A Lifetime of Listening
So, he works in music, that eternal human communication. “I’ve been a listener my whole life,” he says. “I have to say, with no modesty, false or otherwise, I’m one of the leading listeners in the world today.” A leading listener and not an ornery man—there seems to be wisdom there. When you listen, melodies and lyrics can just appear. The Other Side is testament to that. “It was almost automatic writing,” he says of the record. But where does it all come from? We may not know for sure, yet there remains a “particle from which everything emanates,” Burnett assures. “It comes from some grain of, can we say, expression that you could call love.”

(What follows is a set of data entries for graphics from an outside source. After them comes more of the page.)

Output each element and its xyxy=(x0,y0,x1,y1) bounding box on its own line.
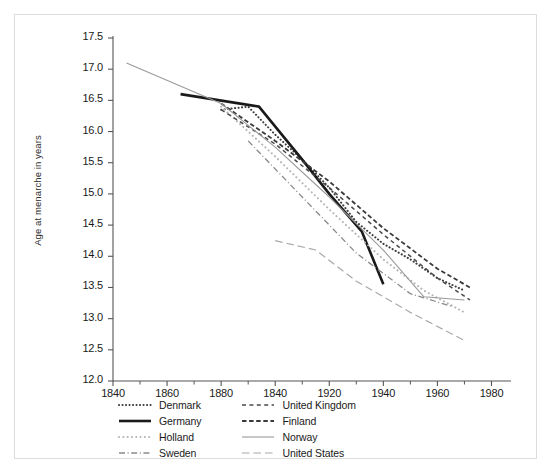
legend-swatch-solid-thin-icon xyxy=(241,431,275,443)
y-tick-label: 13.0 xyxy=(63,311,103,323)
y-tick-label: 14.5 xyxy=(63,217,103,229)
legend-item-finland[interactable]: Finland xyxy=(241,414,355,428)
legend-item-united-states[interactable]: United States xyxy=(241,446,355,460)
y-tick-label: 15.5 xyxy=(63,155,103,167)
legend-swatch-dashed-icon xyxy=(241,399,275,411)
chart-legend: DenmarkGermanyHollandSwedenUnited Kingdo… xyxy=(118,398,478,460)
chart-figure: Age at menarche in years 12.012.513.013.… xyxy=(0,0,552,474)
legend-swatch-solid-thick-icon xyxy=(118,415,152,427)
series-line-germany xyxy=(181,94,384,284)
y-tick-label: 16.0 xyxy=(63,124,103,136)
y-tick-label: 12.5 xyxy=(63,342,103,354)
y-tick-label: 15.0 xyxy=(63,186,103,198)
y-tick-label: 12.0 xyxy=(63,373,103,385)
series-line-sweden xyxy=(248,141,451,306)
legend-column-2: United KingdomFinlandNorwayUnited States xyxy=(241,398,355,460)
legend-swatch-dashdot-icon xyxy=(118,447,152,459)
legend-label: Finland xyxy=(282,415,316,427)
series-line-norway xyxy=(127,63,465,300)
series-line-finland xyxy=(221,103,470,287)
y-tick-label: 14.0 xyxy=(63,248,103,260)
legend-label: Germany xyxy=(159,415,201,427)
legend-swatch-dashed-dense-icon xyxy=(241,415,275,427)
legend-item-germany[interactable]: Germany xyxy=(118,414,201,428)
y-tick-label: 16.5 xyxy=(63,92,103,104)
legend-label: Norway xyxy=(282,431,317,443)
legend-item-united-kingdom[interactable]: United Kingdom xyxy=(241,398,355,412)
series-line-united-kingdom xyxy=(221,110,470,300)
legend-swatch-dotted-icon xyxy=(118,399,152,411)
legend-label: Denmark xyxy=(159,399,201,411)
y-axis-title: Age at menarche in years xyxy=(32,101,43,281)
legend-swatch-dotted-light-icon xyxy=(118,431,152,443)
y-tick-label: 13.5 xyxy=(63,279,103,291)
legend-label: United Kingdom xyxy=(282,399,355,411)
legend-item-denmark[interactable]: Denmark xyxy=(118,398,201,412)
legend-label: United States xyxy=(282,447,344,459)
legend-item-holland[interactable]: Holland xyxy=(118,430,201,444)
legend-item-norway[interactable]: Norway xyxy=(241,430,355,444)
legend-item-sweden[interactable]: Sweden xyxy=(118,446,201,460)
legend-swatch-longdash-icon xyxy=(241,447,275,459)
series-line-united-states xyxy=(275,241,464,341)
legend-label: Holland xyxy=(159,431,194,443)
y-tick-label: 17.0 xyxy=(63,61,103,73)
legend-label: Sweden xyxy=(159,447,196,459)
y-tick-label: 17.5 xyxy=(63,30,103,42)
legend-column-1: DenmarkGermanyHollandSweden xyxy=(118,398,201,460)
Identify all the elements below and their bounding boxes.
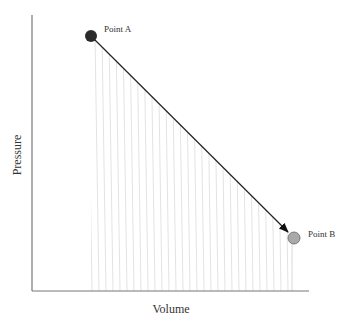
point-a-marker xyxy=(85,30,97,42)
x-axis-label: Volume xyxy=(152,302,189,316)
pv-diagram: Point A Point B Volume Pressure xyxy=(0,0,349,327)
y-axis-label: Pressure xyxy=(10,135,24,176)
point-b-label: Point B xyxy=(308,229,335,239)
process-arrow xyxy=(94,39,288,232)
work-area-hatch xyxy=(88,36,295,291)
point-b-marker xyxy=(288,232,300,244)
point-a-label: Point A xyxy=(104,24,132,34)
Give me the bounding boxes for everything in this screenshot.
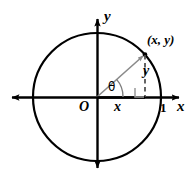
angle-theta-label: θ <box>108 81 115 93</box>
unit-tick-label: 1 <box>160 101 167 114</box>
horizontal-leg-label: x <box>114 100 121 114</box>
angle-arc <box>117 79 123 97</box>
unit-circle-canvas <box>0 0 195 184</box>
vertical-leg-label: y <box>143 64 149 78</box>
x-axis-label: x <box>177 99 185 114</box>
terminal-point-label: (x, y) <box>147 33 174 46</box>
origin-label: O <box>79 100 89 114</box>
right-angle-marker <box>135 88 144 97</box>
unit-circle-figure: y x O 1 (x, y) x y θ <box>0 0 195 184</box>
radius-segment <box>97 56 143 97</box>
y-axis-label: y <box>104 9 111 24</box>
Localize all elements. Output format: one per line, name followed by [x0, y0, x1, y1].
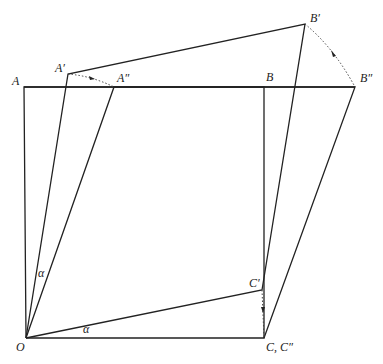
- label-B-dprime: B″: [360, 71, 373, 85]
- label-A: A: [11, 74, 20, 88]
- label-O: O: [16, 340, 25, 354]
- label-A-dprime: A″: [116, 71, 130, 85]
- diagram-canvas: A A′ A″ B B′ B″ O C, C″ C′ α α: [0, 0, 383, 364]
- label-B-prime: B′: [310, 11, 320, 25]
- label-alpha-top: α: [38, 266, 45, 280]
- label-A-prime: A′: [54, 61, 65, 75]
- label-C: C, C″: [266, 340, 294, 354]
- arrow-B-prime-to-B-dprime: [305, 24, 355, 87]
- label-B: B: [266, 70, 274, 84]
- arrowhead-B: [331, 50, 336, 57]
- sheared-parallelogram: [26, 87, 355, 338]
- arrowhead-A: [89, 76, 95, 80]
- label-C-prime: C′: [249, 276, 260, 290]
- label-alpha-bottom: α: [83, 322, 90, 336]
- arrow-A-prime-to-A-dprime: [68, 74, 114, 87]
- rotated-quad: [26, 24, 305, 338]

One example from the new album is the song “Everything and Nothing,” in which Burnett sums up life’s paradoxes, singing with such artful touch: Everybody wants to know the truth but nobody wants to hear it / everybody has to face the end but nobody wants to get near it / everybody wants peace but nobody wants to surrender / everyone lives in the past but nobody seems to remember. Succinctly, he shows a numinous, curious, delicate mastery on The Other Side, an album he says he made with his heart, not his mind.
Burnett became inspired by music seeing the Beatles on The Ed Sullivan Show just as much as he did falling for jazz and banjo music as a kid. Since then, he’s contributed to the great American pastiche as much as anyone. Why? For the love of it. “We can never explain it,” he says. “But what we can do is express it. Because it’s all an expression. Reality is an expression. The Earth is an expression. The word we use for it is ‘love.’ Well, in the English language, anyway.”